RE: The Last Movie You Watched
February 23, 2023 at 1:26 am
(This post was last modified: February 23, 2023 at 1:44 am by Anomalocaris.)
(February 20, 2023 at 5:40 pm)Gawdzilla Sama Wrote: Could be a comparison thing. "He's a shit ton better than Marcus Black Boardus."
BTW, the Roman navy didn't use slaves on their triremes. Too many extra mouths to feed, mouths that didn't fight. Rowing, on the infrequent times it was needed, was done by the combat troops, kept them fit.
Ben Hur’s depiction of convict and slave rowers chained to their benches reflect the much more recent practices aboard the war galleys of the christian and Islamic powers from the late Middle Ages to as late as early 19th century.

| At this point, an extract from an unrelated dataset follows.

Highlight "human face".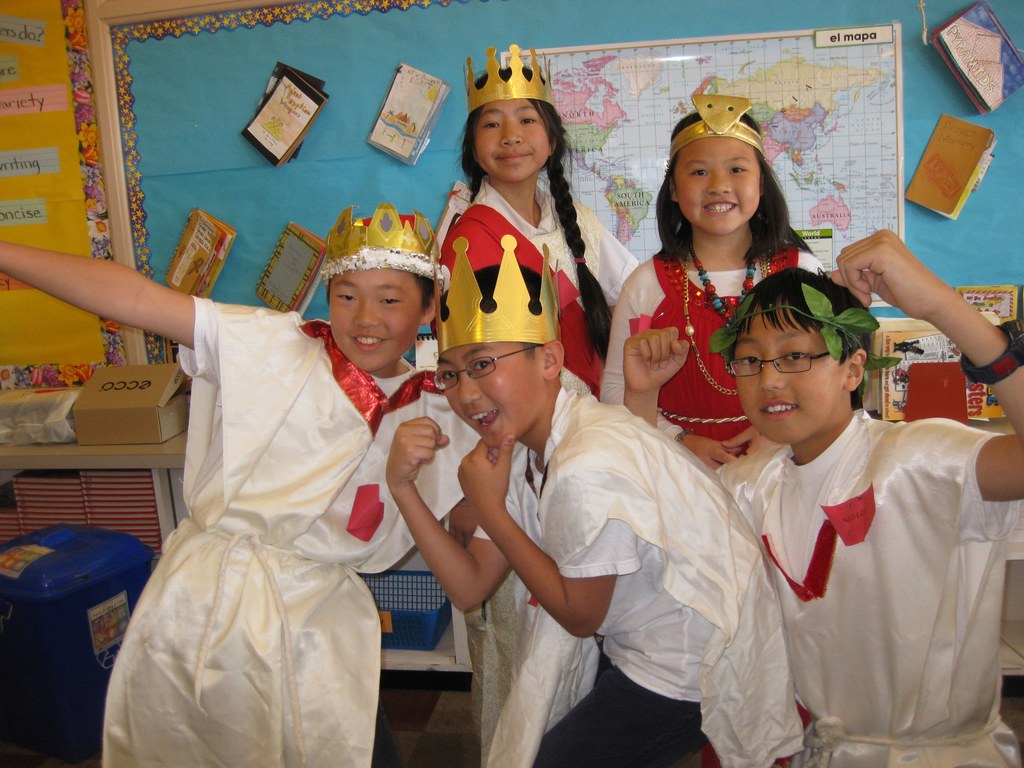
Highlighted region: <region>737, 300, 846, 438</region>.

It was much more a thing during the battle of Lepanto in 1571 AD than the battle of Actium in 31BC. The Roman navy relied largely on hired and paid professional rowers drawn from free men, ie non-citizen but non slaves, usually from the provinces outside Italy. They were certainly not chained to their benches.
Romans Soldiers usually didn’t row, if they were on ships they functioned either as cargo or occasionally as marines.

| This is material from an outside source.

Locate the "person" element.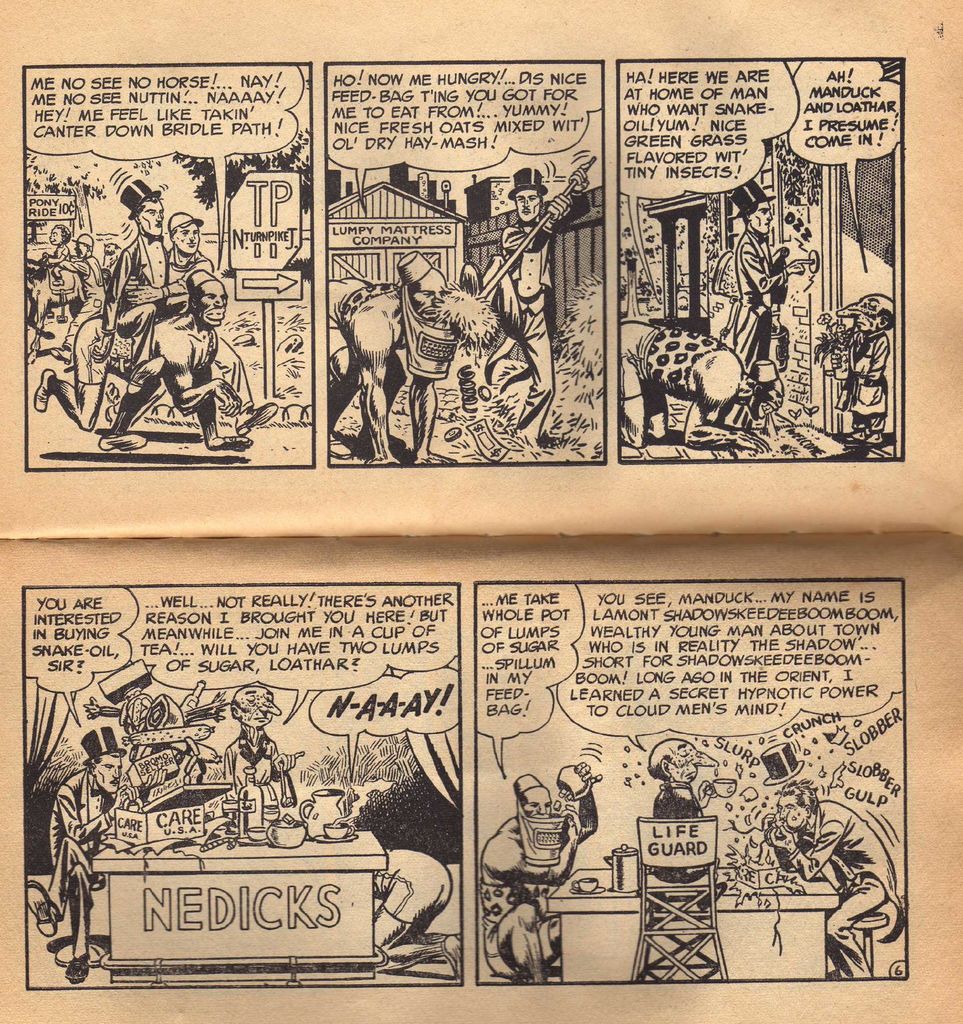
Element bbox: crop(718, 181, 809, 426).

Slaves did row for the Roman navy on occasions to fill shortages of free rowers during emergency, such as during the Punic wars, and the war between Marc Antony and Octavian. But slave rowers were pressed for specific occassions and given their formal manumission afterwards, so they were unlikely to have to be chained to the benches like long serving Christian and Islamic slave rowers of late Middle Ages to 19th century Mediterranean.
It is ironic that a novel meant to be a panegyric for Christianity had to impune the Romans with brutalities commonly, recently, and enthusiastically practiced by the Christians, and to be fair Muslims, but seldomly ever by the Romans, in order to show how brutal the Roman world into which Christianity was born had been.